Maya Deren is one of the most influential figures in American underground film history. She has directed some of the underground's most iconic films and was a major proponet of alternative storytelling techniques through her writing.
Born in 1917, Deren emigrated from the Ukraine to New York state in the U.S. in the 1920s. Then, in the 1940s, she traveled the country as the personal secretary to choreographer Katherine Dunham. These travels brought Deren to Los Angeles where she met and married cinematographer Alexander Hammid.
Together, the pair made the film Meshes of the Afternoon (1943), which would gain recognition as one of the most significant avant-garde films ever made, largely due to the film's innovative "poetic" structure. Her accomplishment also inspired other local L.A. avant-garde filmmakers, like Kenneth Anger, Gregory Markopoulos and Curtis Harrington.
Shortly afterward, Deren moved back to the East Coast where she continued to make films, but she also grew increasingly aggressive in promoting her work through writing, giving lectures and organizing screenings for herself.
Deren's later work would focus on two of her passions: Choreography and the culture of Haiti. It was while working on a documentary on the Haitian religion of vodou that Deren tragically passed away in 1961 at the young age of 44. Her third husband, Teiji Ito, eventually finished the documentary as Divine Horsemen: The Living Gods of Haiti.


== Prompt ==
Copy the entries exactly. Their pictures do not belong in the copy.

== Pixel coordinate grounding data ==
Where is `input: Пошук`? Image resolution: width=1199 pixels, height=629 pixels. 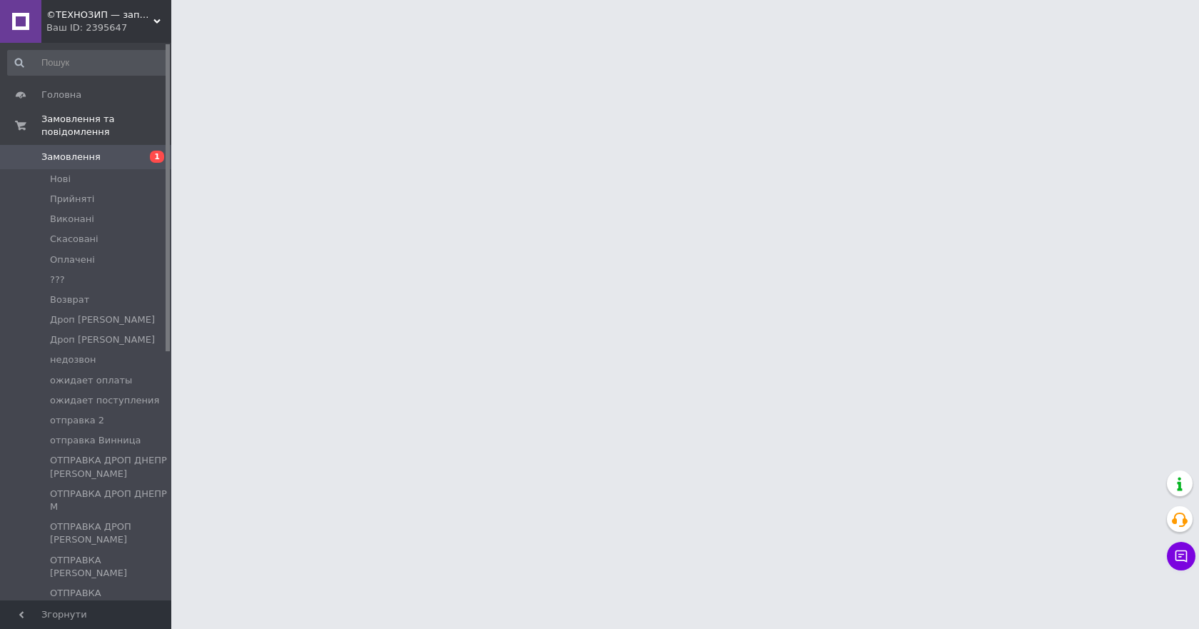
input: Пошук is located at coordinates (88, 63).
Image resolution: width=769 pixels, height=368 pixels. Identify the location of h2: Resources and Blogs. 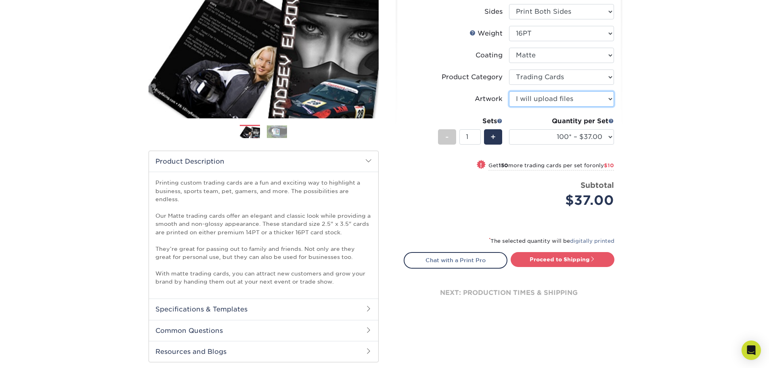
(264, 351).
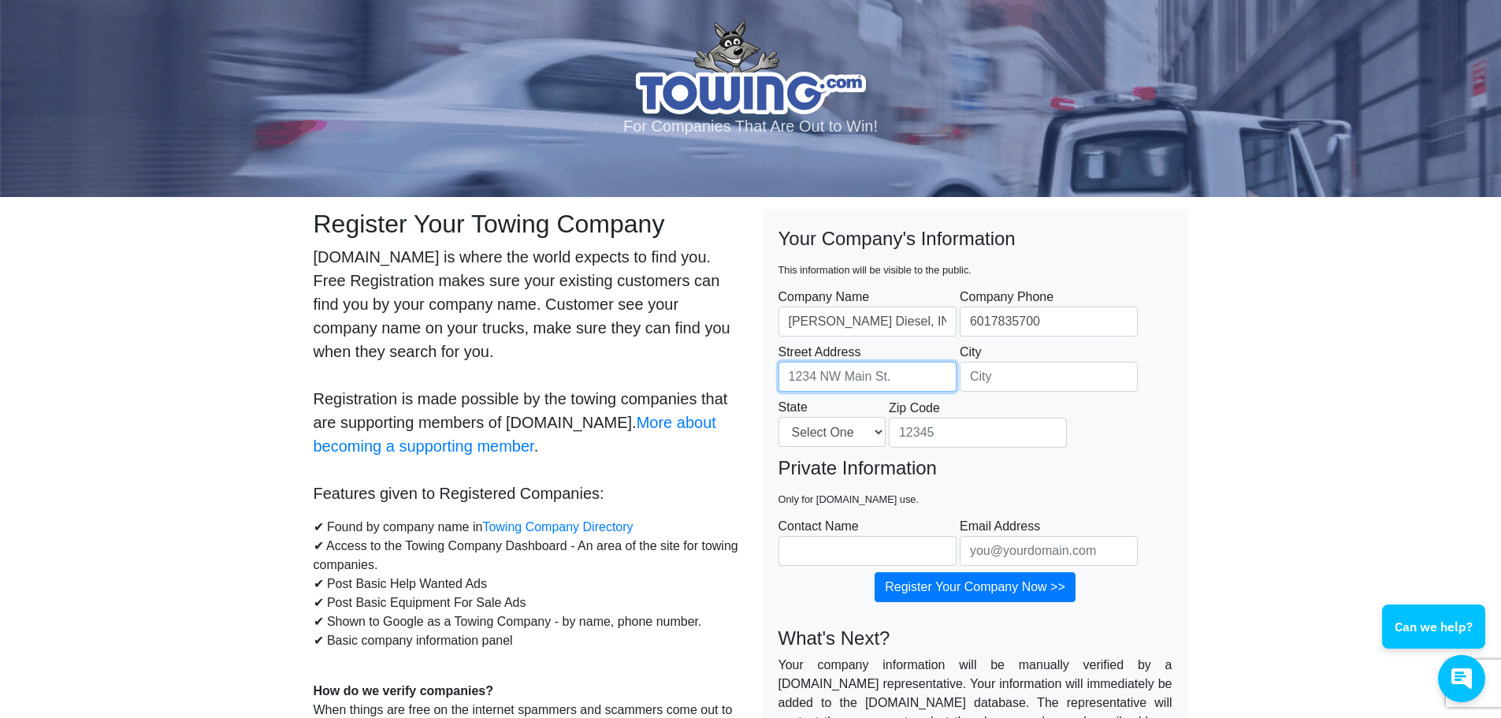 Image resolution: width=1501 pixels, height=718 pixels. Describe the element at coordinates (1049, 367) in the screenshot. I see `label: City` at that location.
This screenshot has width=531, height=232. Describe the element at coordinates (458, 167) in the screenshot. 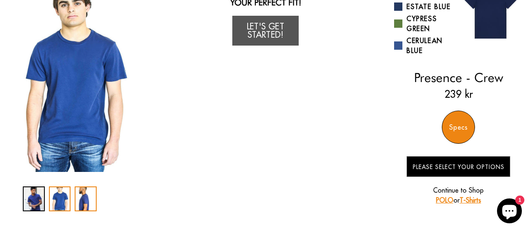

I see `button: Please Select Your Options` at that location.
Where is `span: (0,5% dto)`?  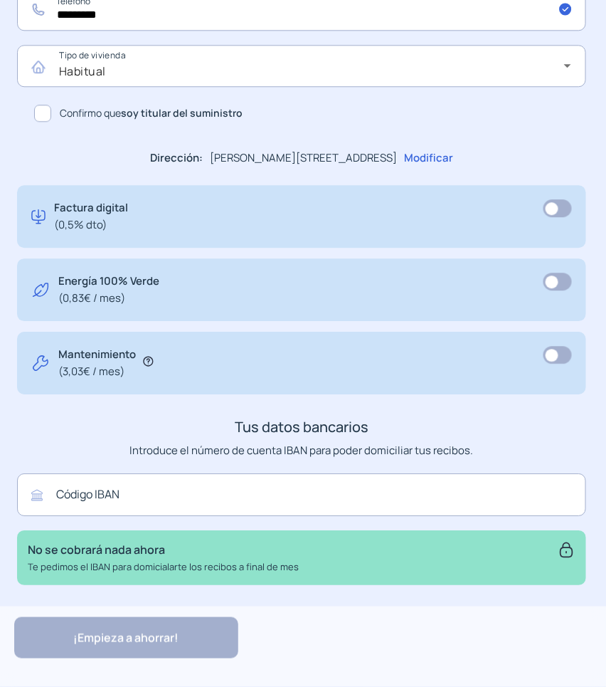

== Written answer ==
Where is `input: Пошук`? Image resolution: width=1199 pixels, height=629 pixels. 
input: Пошук is located at coordinates (88, 63).
Image resolution: width=769 pixels, height=368 pixels. Identify the location of h2: Resources and Blogs. 
(264, 351).
 Image resolution: width=1501 pixels, height=718 pixels. Describe the element at coordinates (1049, 367) in the screenshot. I see `label: City` at that location.
This screenshot has width=531, height=232. Describe the element at coordinates (458, 167) in the screenshot. 

I see `button: Please Select Your Options` at that location.
Where is `span: (0,5% dto)`?  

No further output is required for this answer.